Apr 8, 2020, 14:26 IST
Toast
  • Toast, a $5 billion Boston-based startup that makes software for restaurants, cut 50% of its workforce through layoffs and furloughs on Tuesday, a blog post from CEO Chris Comparato announced.
  • "We froze hiring, pulled back offers, and halted merit increases. As a leadership team, we will reduce our pay across the board," the post said. "But with limited visibility into how quickly the industry may recover, and facing slower than anticipated growth, we now find ourselves in the unenviable position of reducing our headcount."
  • The startup had just come off a year of 109% revenue growth, and raised $400 million in a Series F funding round in February - but its balance sheets still weren't padded enough to withstand the blow dealt by the coronavirus outbreak.
  • The layoffs illustrate the ripple effects of the coronavirus outbreak, as restaurant sales plunged by 80% in most cities last month, in turn forcing the restaurant software startup to scramble.
  • Visit Business Insider's homepage for more stories.

Toast, a $5 billion Boston-based startup that makes software for restaurants, just cut nearly 1,000 employees from its work force through a combination of layoffs and furloughs on Tuesday.

"This morning at Toast we shared the agonizing decision to reduce the size of our company by roughly 50 percent through layoffs and furloughs as a result of the COVID-19 health crisis," a blog post from CEO Chris Comparato announced. The company had well over 2,000 employees earlier, per Pitchbook.

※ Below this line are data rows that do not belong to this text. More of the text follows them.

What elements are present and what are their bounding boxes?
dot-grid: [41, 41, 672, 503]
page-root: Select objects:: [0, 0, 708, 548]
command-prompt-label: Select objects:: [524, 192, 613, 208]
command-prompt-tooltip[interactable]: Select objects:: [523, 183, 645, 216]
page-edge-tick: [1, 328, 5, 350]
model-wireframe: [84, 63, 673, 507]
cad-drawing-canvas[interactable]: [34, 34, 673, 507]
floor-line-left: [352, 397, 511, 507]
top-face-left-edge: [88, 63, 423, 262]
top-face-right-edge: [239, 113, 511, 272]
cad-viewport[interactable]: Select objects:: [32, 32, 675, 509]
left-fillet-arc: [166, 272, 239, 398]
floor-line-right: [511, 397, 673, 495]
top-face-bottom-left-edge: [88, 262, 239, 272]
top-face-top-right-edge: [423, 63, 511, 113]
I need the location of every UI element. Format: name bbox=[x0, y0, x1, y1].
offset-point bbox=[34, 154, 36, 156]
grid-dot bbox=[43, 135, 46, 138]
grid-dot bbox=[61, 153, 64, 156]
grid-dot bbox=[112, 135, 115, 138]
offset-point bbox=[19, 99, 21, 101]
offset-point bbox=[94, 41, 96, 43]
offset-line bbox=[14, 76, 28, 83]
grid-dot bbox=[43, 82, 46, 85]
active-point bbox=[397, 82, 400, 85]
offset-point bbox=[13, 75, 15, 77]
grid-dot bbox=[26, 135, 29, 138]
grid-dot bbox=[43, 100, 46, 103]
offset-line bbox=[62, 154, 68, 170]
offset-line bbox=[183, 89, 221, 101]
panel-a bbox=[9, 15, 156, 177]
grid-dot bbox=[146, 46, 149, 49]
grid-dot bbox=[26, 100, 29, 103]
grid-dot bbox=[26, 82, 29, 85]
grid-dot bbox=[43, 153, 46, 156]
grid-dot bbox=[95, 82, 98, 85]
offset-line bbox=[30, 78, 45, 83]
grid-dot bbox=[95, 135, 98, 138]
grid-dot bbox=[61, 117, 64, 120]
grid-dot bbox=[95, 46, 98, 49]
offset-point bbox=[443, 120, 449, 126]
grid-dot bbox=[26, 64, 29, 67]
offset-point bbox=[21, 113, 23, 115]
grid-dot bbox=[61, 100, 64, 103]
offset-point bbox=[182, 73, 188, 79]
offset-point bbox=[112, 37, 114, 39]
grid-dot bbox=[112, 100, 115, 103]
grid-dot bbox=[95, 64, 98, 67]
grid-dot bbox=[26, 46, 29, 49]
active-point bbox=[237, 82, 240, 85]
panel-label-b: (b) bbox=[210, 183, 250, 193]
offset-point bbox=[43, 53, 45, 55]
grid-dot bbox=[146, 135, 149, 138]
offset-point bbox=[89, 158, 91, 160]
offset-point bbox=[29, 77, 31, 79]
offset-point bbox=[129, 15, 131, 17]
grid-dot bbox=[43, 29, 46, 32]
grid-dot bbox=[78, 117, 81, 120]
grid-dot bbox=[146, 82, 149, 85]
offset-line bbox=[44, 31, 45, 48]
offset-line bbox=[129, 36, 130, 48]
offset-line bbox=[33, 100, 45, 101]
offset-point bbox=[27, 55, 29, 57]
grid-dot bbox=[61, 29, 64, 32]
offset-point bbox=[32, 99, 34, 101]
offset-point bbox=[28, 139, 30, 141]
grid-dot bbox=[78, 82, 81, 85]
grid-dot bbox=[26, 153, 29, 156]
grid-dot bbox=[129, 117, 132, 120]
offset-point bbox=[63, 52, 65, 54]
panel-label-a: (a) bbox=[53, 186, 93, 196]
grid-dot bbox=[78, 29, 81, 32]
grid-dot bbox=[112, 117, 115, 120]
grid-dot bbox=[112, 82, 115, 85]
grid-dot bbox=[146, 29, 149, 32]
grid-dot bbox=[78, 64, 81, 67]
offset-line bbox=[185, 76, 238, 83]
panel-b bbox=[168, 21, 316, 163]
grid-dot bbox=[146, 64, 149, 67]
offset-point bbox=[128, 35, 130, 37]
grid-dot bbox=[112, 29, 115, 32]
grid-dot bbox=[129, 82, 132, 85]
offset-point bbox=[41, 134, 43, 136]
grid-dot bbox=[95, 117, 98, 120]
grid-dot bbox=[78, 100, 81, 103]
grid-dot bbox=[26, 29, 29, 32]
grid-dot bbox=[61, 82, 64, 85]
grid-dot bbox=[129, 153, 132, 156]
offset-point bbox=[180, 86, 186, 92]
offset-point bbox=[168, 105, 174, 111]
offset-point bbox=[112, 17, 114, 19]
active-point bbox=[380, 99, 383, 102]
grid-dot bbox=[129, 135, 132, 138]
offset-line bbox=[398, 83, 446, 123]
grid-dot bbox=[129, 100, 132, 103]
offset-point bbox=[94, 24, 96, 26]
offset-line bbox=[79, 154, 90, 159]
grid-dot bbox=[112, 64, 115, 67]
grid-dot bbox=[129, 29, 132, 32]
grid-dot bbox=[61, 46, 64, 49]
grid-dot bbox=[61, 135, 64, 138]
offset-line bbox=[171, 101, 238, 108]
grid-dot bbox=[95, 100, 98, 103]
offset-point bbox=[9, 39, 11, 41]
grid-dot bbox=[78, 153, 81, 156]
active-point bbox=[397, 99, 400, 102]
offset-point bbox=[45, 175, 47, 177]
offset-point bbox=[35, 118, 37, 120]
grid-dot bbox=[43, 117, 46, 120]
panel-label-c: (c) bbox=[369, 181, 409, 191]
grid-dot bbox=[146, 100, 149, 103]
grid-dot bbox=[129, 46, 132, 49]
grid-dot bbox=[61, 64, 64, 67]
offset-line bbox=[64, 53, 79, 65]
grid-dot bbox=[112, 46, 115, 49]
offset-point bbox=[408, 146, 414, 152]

Although Toast's main source of customers was a restaurant industry hit hard by the coronavirus outbreak, the news still caught some investors off guard. Toast had just raised $400 million in a Series F funding round in February from a series of investors including Bessemer Venture Partners and TPG, so investors assumed its balance sheets were padded enough.

Investors like Mitchell Green of Lead Edge Capital had even cited Toast's February funding round as a stroke of luck for the company. "Nobody knows how deep this will be, nobody knows how long this will be...If Toast had not raised that round in February, it'd be in big trouble," Green told Business Insider last week.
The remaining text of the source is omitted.